By default they'll just show as single drives. Only becomes RAID if you setup an array.

so the 'JBOD' specification for RAID cards isn't necessary?
No, unless you want to group all your drives into a massive chunk of space. No point of doing this at the card level anyways since you can do it within Windows (dynamic disks).
 
oh....apparently i totally misunderstood what JBOD meant. I always thought JBOD was equivalent to plugging into the motherboard; each drive gets its own letter, partitions notwithstanding.

so i JBOD a bunch of disks, it'll appear as a single huge drive and when i write to it, the data gets randomly stored to one of the disks?
 
so i JBOD a bunch of disks, it'll appear as a single huge drive and when i write to it, the data gets randomly stored to one of the disks?
Correct. So let's say you have 4x 1TB drives in JBOD. It would show as a single 4TB drive in Windows. You have no idea where your data resides.
 
JBOD (just a bunch of disks) is exactly that - each disk is independent. There is no collective property or dependence. Each behaves as a separate drive and no special software is required.

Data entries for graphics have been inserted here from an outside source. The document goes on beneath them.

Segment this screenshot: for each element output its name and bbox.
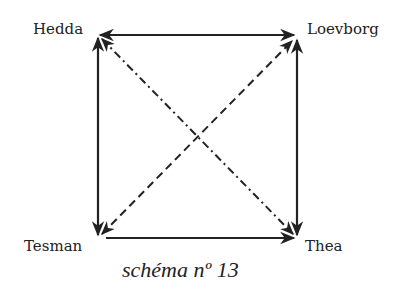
node-label-tesman: Tesman [24, 239, 82, 254]
edge-tesman-loevborg [102, 41, 292, 234]
node-label-loevborg: Loevborg [307, 22, 379, 37]
node-label-thea: Thea [305, 239, 343, 254]
diagram-canvas: Hedda Loevborg Tesman Thea schéma nº 13 [0, 0, 414, 293]
diagram-caption: schéma nº 13 [122, 259, 239, 281]
node-label-hedda: Hedda [33, 22, 83, 37]
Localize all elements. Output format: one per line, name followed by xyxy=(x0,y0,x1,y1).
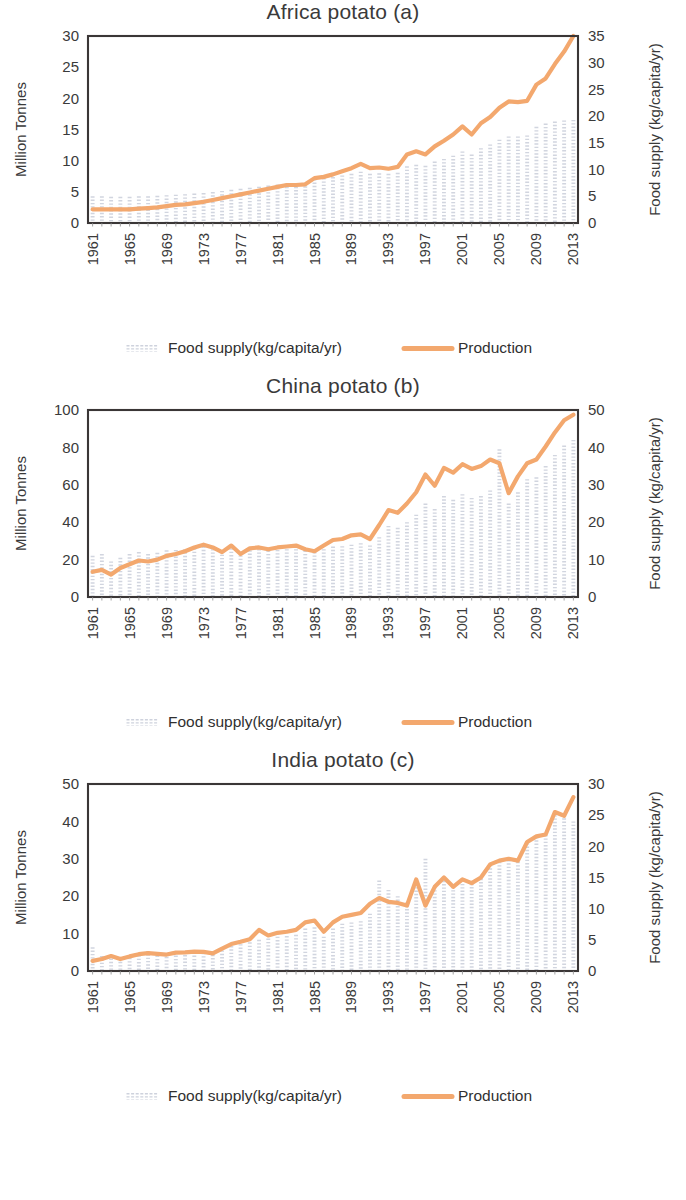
y-right-tick-label: 20 xyxy=(588,513,605,530)
y-right-tick-label: 5 xyxy=(588,187,596,204)
y-right-tick-label: 35 xyxy=(588,27,605,44)
y-left-tick-label: 100 xyxy=(54,401,79,418)
legend-label-production: Production xyxy=(458,339,532,356)
x-tick-label: 1969 xyxy=(159,233,175,265)
figure-page: Africa potato (a) 0510152025300510152025… xyxy=(0,0,686,1200)
x-tick-label: 1993 xyxy=(380,981,396,1013)
food-supply-bars xyxy=(93,815,574,971)
x-tick-label: 2005 xyxy=(491,233,507,265)
x-tick-label: 1985 xyxy=(307,981,323,1013)
y-right-tick-label: 10 xyxy=(588,551,605,568)
x-tick-label: 1977 xyxy=(233,607,249,639)
x-tick-label: 1981 xyxy=(270,607,286,639)
y-left-tick-label: 80 xyxy=(62,439,79,456)
x-tick-label: 2009 xyxy=(528,981,544,1013)
x-tick-label: 2001 xyxy=(454,233,470,265)
y-right-tick-label: 40 xyxy=(588,439,605,456)
x-tick-label: 2001 xyxy=(454,607,470,639)
x-tick-label: 1985 xyxy=(307,233,323,265)
y-left-axis-title: Million Tonnes xyxy=(12,456,29,551)
y-right-tick-label: 20 xyxy=(588,838,605,855)
y-right-tick-label: 15 xyxy=(588,134,605,151)
y-right-tick-label: 15 xyxy=(588,869,605,886)
y-right-tick-label: 50 xyxy=(588,401,605,418)
x-tick-label: 2005 xyxy=(491,607,507,639)
x-tick-label: 1973 xyxy=(196,607,212,639)
x-tick-label: 1985 xyxy=(307,607,323,639)
x-tick-label: 2009 xyxy=(528,233,544,265)
y-left-tick-label: 25 xyxy=(62,58,79,75)
y-left-axis-title: Million Tonnes xyxy=(12,82,29,177)
y-right-tick-label: 30 xyxy=(588,775,605,792)
y-left-tick-label: 10 xyxy=(62,925,79,942)
x-tick-label: 1981 xyxy=(270,233,286,265)
x-tick-label: 1981 xyxy=(270,981,286,1013)
y-left-tick-label: 30 xyxy=(62,27,79,44)
x-tick-label: 1997 xyxy=(417,233,433,265)
x-tick-label: 1973 xyxy=(196,233,212,265)
x-tick-label: 2001 xyxy=(454,981,470,1013)
y-right-tick-label: 30 xyxy=(588,54,605,71)
y-left-tick-label: 30 xyxy=(62,850,79,867)
x-tick-label: 2013 xyxy=(565,981,581,1013)
x-tick-label: 1977 xyxy=(233,981,249,1013)
y-right-tick-label: 25 xyxy=(588,806,605,823)
x-tick-label: 2009 xyxy=(528,607,544,639)
x-tick-label: 1993 xyxy=(380,233,396,265)
chart-panel-china: China potato (b) 02040608010001020304050… xyxy=(0,374,686,748)
y-left-tick-label: 0 xyxy=(71,588,79,605)
chart-panel-india: India potato (c) 01020304050051015202530… xyxy=(0,748,686,1122)
x-tick-label: 1989 xyxy=(343,981,359,1013)
y-right-axis-title: Food supply (kg/capita/yr) xyxy=(646,417,663,590)
y-left-tick-label: 50 xyxy=(62,775,79,792)
x-tick-label: 1977 xyxy=(233,233,249,265)
y-right-tick-label: 10 xyxy=(588,161,605,178)
chart-svg-africa: 0510152025300510152025303519611965196919… xyxy=(0,24,686,374)
x-tick-label: 2013 xyxy=(565,607,581,639)
plot-area-africa: 0510152025300510152025303519611965196919… xyxy=(0,24,686,374)
x-tick-label: 1997 xyxy=(417,607,433,639)
legend-label-food-supply: Food supply(kg/capita/yr) xyxy=(168,1087,342,1104)
y-right-axis-title: Food supply (kg/capita/yr) xyxy=(646,791,663,964)
y-right-tick-label: 0 xyxy=(588,214,596,231)
x-tick-label: 2013 xyxy=(565,233,581,265)
y-left-tick-label: 10 xyxy=(62,152,79,169)
y-left-tick-label: 15 xyxy=(62,121,79,138)
x-tick-label: 1969 xyxy=(159,981,175,1013)
y-left-tick-label: 40 xyxy=(62,513,79,530)
x-tick-label: 1965 xyxy=(122,607,138,639)
y-left-tick-label: 20 xyxy=(62,551,79,568)
y-right-tick-label: 30 xyxy=(588,476,605,493)
y-right-tick-label: 25 xyxy=(588,81,605,98)
chart-legend: Food supply(kg/capita/yr)Production xyxy=(128,339,532,356)
x-tick-label: 2005 xyxy=(491,981,507,1013)
y-left-tick-label: 5 xyxy=(71,183,79,200)
x-tick-label: 1989 xyxy=(343,607,359,639)
chart-title-africa: Africa potato (a) xyxy=(0,0,686,24)
y-right-tick-label: 10 xyxy=(588,900,605,917)
y-right-tick-label: 0 xyxy=(588,962,596,979)
chart-title-china: China potato (b) xyxy=(0,374,686,398)
x-tick-label: 1969 xyxy=(159,607,175,639)
x-tick-label: 1993 xyxy=(380,607,396,639)
chart-legend: Food supply(kg/capita/yr)Production xyxy=(128,713,532,730)
legend-label-production: Production xyxy=(458,713,532,730)
y-left-tick-label: 0 xyxy=(71,214,79,231)
y-left-tick-label: 20 xyxy=(62,90,79,107)
x-tick-label: 1961 xyxy=(85,981,101,1013)
y-left-axis-title: Million Tonnes xyxy=(12,830,29,925)
y-right-tick-label: 5 xyxy=(588,931,596,948)
chart-legend: Food supply(kg/capita/yr)Production xyxy=(128,1087,532,1104)
y-right-tick-label: 0 xyxy=(588,588,596,605)
y-right-axis-title: Food supply (kg/capita/yr) xyxy=(646,43,663,216)
y-left-tick-label: 0 xyxy=(71,962,79,979)
y-left-tick-label: 40 xyxy=(62,813,79,830)
y-right-tick-label: 20 xyxy=(588,107,605,124)
x-tick-label: 1973 xyxy=(196,981,212,1013)
chart-panel-africa: Africa potato (a) 0510152025300510152025… xyxy=(0,0,686,374)
y-left-tick-label: 60 xyxy=(62,476,79,493)
legend-label-food-supply: Food supply(kg/capita/yr) xyxy=(168,713,342,730)
plot-area-india: 0102030405005101520253019611965196919731… xyxy=(0,772,686,1122)
legend-label-production: Production xyxy=(458,1087,532,1104)
x-tick-label: 1965 xyxy=(122,233,138,265)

For example in JBOD mode, disk1, disk2, disk3 disk4 are seen as E:, F: G:, H:



Where all the physical disks are concatenated into a single "disk", is properly known as disk spanning (sometimes a BIG disk) but is not JBOD. This needs to be implemented in either controller firmware or OS software or a combination of both.


For example in SPAN mode disk1, disk2, disk3, disk4 are seen as one large E:
 
Hmm I've always been under the impression that when a RAID controller says it has JBOD it means that it combines all the drives into a single volume.

Even a quick Google yields both explanations from varying sites. Definitely some misinformation going on.